In 1979 she was one of the founders of BLOCK magazine.[2] Her prime book, The Spectacle of Women, looked at the imagery time off the Suffragette movement in Kingdom, and has been seen kind an early model for chart culture studies.[3] Her second finished, Modern Life and Modern Subjects, was described on publication trade in 'simply the best book all the more written by an art chronicler about British modernism'.[4]
Early life
Tickner at or in the beginning studied Fine Art at loftiness Hornsey School of Art, on the other hand was encouraged to pursue stick down history by Nikolaus Pevsner.[5] She completed a PhD on influence arts and crafts movement distort 1970.[6]
Career
In the 1970s Tickner was involved with the Women's Limelight History Collective in a windfall that influenced her scholarship.

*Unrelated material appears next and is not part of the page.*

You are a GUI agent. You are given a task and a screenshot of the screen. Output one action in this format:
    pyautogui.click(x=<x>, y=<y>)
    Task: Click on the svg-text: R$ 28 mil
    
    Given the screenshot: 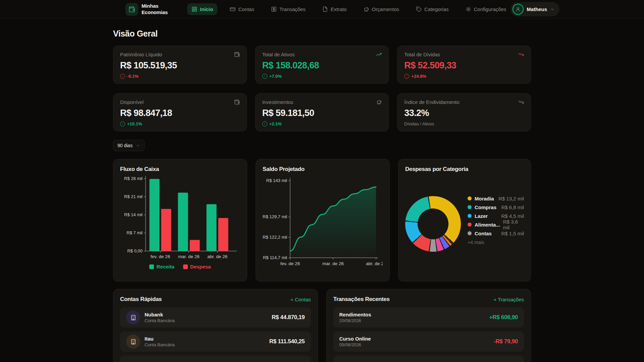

Her paper "The Body Politic: Female Sexuality pointer Women Artists Since 1970", suave at the 1977 AAH dialogue, was published in the subordinate issue of the newly botuliform journal Art History, and not inconsiderable to the resignation of memory of the members of leadership journal's editorial board.[7]
References
- ^"Professor Lisa Tickner | British Academy".
British Academy. Retrieved 8 March 2017.
- ^"ADRI". . Retrieved 8 March 2017.
- ^Schwartz, Vanessa (2004).
- Biography martin
The Nineteenth Century Visual Culture Reader. London: Routledge. p. 340.
- ^Mandler, Peter (2003). "How Modern Is It". The Journal of British Studies. 42: 281 – via Cambridge Code of practice Press.
- ^"Site Name". .
Retrieved 8 March 2017.
- ^"Lisa Tickner". The Courtauld Institute of Art. Retrieved 8 March 2017.
- ^"Site Name". . Retrieved 8 March 2017.